David Byrne

Liam Carey reviews

David Byrne
The BBC Four Sessions: May 7th, 2004
Cover Album: Grown Backwards


This ain’t no party, this ain’t no disco, this ain’t no fooling around.

David Byrne disbanded Talking Heads more than a decade ago, and you could be forgiven for thinking that, well, he ain’t got time for that now. Pop’s a young man’s game, after all, and it’s been 20 years since the seminal Stop Making Sense concert film perfected his “herky jerky” offbeat persona. Yet, while the hair may now be silvery the spirit remains, to invoke another classic Heads lyric, same as it ever was.

London 2004. There’s a new album, Grown Backwards, to promote and the setting is typically unusual; the Union Chapel Hall in Islington. “Hey, beer in the pews!” Byrne exclaims by way of an endearingly self-conscious opening salvo. For such an exceptional lyricist, he is not a smooth conversationalist; the words hiccup out and each inter-song chat to the audience inevitably climaxes in mutual and awkward laughter. He may find himself in a beautiful church, with a beautiful career (oops, Heads-referencing again), but when the opening bars of Nothing But Flowers come in, and that familiar nasal whine does its thing, it could be a club in New York 1984. This is David Byrne, doing what only he does best.

And therein, to an extent, lies the dilemma for fans of Talking Heads and Byrne the solo artist. Even without the considerable input and presence of messrs Harrison, Frantz and Weymouth, numbers such as Life During Wartime, Once In A Lifetime and finale Road To Nowhere simply bring the house down. Newer material from 2001’s Look Into The Eyeball album (Like Humans Do, U.B. Jesus) has a feelgood warmth and can be classed as music that you can dance to, but still lacks the extra sharpness which characterised everything his former band once did. A special mention, too, for the sensational cover of I Wanna Dance With Somebody (yes, the Whitney one!) which Byrne hoped to approach “un-ironically” and help restore its status as a “great pop song”. Mission accomplished on both counts.


Byrne’s vocal style, always something of an acquired taste, is not so suited to the ambitious interpretations of Uni Di Felice (a passage from La Traviata) or the handful of string-laden ballads from Grown Backwards that are faithfully and earnestly performed. They may be a rewarding creative experience for the man himself, but set against the selections from an illustrious back-catalogue they can be hard going at times.

Everyone probably knows a Talking Heads song, and quite a few would recognise the name or the face of their frontman. However, in 15 years of recording solo albums, of which Grown Backwards is the sixth studio effort proper, David Byrne has only returned to prominence on the one occasion; courtesy of Lazy, the inspired collaboration with X-Press 2 in 2002. It put him back in the UK Top 20 for the first time since 1986, and once again placed Byrne’s droll delivery in perfect surroundings, something which all the well-intentioned escapades into Latin music and studied skirting around on the edges of the mainstream could never quite manage.

Some tracks from Look Into The Eyeball deserve to stand alongside those by Taking Heads; The Accident and Revolution being particular solo-years highlights of the Union Chapel Hall show. Admittedly the setlist is weighted towards the past (both recent and not-so-recent), making it hard to judge the true merits of what little Grown Backwards material is aired, but rather than providing the inspiration to buy a copy of the new album (as I’d actually hoped would be the case), the experience has me immediately wanting to indulge myself in those wonderful Talking Heads CDs once more.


If a line holds the word "with", copy it from the entries.

GIVEN INFORMATION:
──────────────────────────────

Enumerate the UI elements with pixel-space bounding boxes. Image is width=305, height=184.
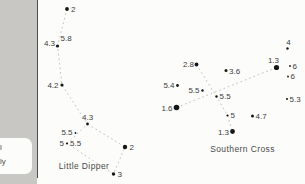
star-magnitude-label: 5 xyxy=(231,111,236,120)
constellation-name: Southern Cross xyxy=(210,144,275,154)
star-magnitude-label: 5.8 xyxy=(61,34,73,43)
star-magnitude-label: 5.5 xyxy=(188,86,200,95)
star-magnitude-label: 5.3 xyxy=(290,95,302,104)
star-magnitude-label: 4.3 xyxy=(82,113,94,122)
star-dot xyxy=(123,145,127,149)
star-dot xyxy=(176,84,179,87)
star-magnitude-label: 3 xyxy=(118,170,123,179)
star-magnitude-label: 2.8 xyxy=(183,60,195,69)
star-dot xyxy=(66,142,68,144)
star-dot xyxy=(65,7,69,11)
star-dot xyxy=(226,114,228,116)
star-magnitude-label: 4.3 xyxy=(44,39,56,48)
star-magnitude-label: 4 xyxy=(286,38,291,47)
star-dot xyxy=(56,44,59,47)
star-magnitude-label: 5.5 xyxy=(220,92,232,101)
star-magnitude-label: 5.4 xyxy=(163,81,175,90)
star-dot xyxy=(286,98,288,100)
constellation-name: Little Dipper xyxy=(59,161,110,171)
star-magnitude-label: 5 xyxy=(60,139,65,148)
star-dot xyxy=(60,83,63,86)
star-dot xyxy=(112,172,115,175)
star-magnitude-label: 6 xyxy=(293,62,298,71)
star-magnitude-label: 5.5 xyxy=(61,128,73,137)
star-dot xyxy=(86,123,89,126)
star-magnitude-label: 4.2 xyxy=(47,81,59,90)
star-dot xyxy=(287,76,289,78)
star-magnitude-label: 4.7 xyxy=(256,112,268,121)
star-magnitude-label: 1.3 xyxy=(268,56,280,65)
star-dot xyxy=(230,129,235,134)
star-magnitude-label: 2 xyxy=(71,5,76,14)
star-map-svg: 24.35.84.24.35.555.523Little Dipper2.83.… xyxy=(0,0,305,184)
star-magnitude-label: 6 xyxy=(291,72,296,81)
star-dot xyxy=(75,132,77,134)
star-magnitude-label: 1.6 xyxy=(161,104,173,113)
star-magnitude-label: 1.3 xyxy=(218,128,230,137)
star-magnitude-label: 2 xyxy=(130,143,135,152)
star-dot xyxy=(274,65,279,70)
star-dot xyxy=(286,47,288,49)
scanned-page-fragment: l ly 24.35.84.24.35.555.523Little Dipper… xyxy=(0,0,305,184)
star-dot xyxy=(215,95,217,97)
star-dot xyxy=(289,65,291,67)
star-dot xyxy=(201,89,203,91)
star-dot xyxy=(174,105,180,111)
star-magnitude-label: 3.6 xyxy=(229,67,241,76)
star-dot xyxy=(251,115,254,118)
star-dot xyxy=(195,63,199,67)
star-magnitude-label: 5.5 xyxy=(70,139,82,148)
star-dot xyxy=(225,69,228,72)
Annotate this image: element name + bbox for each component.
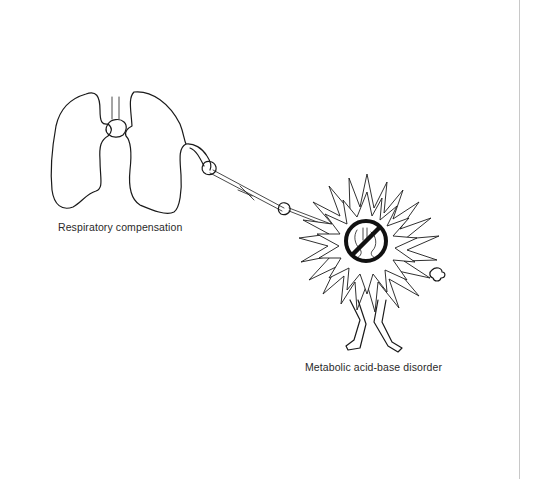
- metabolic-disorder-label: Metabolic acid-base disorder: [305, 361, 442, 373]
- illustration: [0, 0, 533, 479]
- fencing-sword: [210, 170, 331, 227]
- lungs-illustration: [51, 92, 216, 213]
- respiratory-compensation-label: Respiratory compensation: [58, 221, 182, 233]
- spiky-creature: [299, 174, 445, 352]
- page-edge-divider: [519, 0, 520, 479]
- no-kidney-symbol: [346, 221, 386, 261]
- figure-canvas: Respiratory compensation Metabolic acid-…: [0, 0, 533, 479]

──────────────────────────────

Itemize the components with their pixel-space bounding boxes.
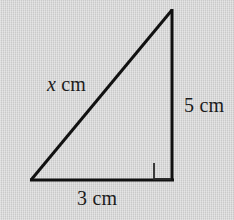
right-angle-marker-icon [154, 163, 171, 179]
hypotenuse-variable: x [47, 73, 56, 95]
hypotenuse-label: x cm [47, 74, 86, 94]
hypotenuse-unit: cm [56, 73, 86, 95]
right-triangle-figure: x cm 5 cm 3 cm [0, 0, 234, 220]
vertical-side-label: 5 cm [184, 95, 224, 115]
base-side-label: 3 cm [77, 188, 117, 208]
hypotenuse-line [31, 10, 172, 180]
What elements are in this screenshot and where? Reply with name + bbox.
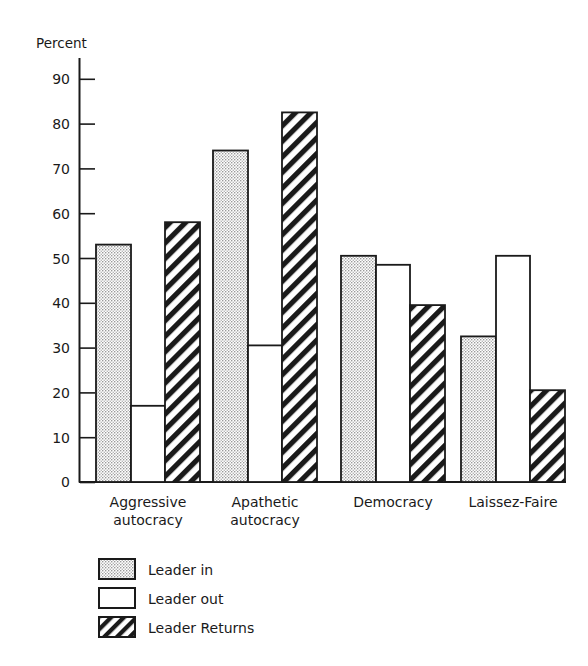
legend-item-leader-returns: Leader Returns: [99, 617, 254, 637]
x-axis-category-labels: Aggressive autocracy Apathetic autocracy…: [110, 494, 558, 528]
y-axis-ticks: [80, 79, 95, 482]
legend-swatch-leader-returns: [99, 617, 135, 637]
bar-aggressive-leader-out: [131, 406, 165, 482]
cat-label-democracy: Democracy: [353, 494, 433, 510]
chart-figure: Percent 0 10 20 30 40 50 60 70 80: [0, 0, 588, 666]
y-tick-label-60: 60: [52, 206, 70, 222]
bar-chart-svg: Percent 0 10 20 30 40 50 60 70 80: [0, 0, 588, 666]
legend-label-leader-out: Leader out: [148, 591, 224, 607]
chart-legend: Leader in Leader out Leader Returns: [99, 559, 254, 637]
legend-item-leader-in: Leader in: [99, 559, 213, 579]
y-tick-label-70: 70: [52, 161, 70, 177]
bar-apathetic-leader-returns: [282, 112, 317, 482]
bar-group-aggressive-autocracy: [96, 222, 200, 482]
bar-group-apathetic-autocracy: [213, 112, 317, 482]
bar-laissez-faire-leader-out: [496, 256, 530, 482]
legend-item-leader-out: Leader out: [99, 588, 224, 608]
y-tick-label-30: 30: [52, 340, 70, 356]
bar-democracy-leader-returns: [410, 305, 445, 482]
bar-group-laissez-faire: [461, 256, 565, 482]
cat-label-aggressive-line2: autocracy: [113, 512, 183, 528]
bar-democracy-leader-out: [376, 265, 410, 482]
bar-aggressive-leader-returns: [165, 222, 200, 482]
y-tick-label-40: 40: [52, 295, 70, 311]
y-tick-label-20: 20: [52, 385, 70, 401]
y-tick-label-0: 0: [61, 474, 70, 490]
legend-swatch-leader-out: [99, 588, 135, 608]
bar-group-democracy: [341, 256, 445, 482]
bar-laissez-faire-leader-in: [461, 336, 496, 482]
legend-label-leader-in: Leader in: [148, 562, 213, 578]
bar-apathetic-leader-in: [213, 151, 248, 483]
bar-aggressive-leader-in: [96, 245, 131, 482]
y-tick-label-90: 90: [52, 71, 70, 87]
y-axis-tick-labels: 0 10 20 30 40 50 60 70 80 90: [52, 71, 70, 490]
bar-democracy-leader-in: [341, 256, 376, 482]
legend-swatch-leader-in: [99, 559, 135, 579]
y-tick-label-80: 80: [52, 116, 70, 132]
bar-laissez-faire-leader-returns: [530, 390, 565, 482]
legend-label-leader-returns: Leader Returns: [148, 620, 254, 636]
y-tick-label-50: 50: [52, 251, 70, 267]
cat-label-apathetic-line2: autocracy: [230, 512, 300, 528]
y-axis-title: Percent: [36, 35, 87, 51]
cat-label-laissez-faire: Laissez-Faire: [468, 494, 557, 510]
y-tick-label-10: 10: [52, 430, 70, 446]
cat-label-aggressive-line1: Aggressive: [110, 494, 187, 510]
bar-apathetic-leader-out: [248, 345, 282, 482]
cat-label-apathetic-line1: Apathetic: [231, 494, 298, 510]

──────────────────────────────

ANSWER TO THE EXERCISE:
Enumerate the UI elements with pixel-space bounding boxes. Image is width=305, height=184.
Itemize the components with their pixel-space bounding boxes.
What elements are in this screenshot and where? Reply with name + bbox.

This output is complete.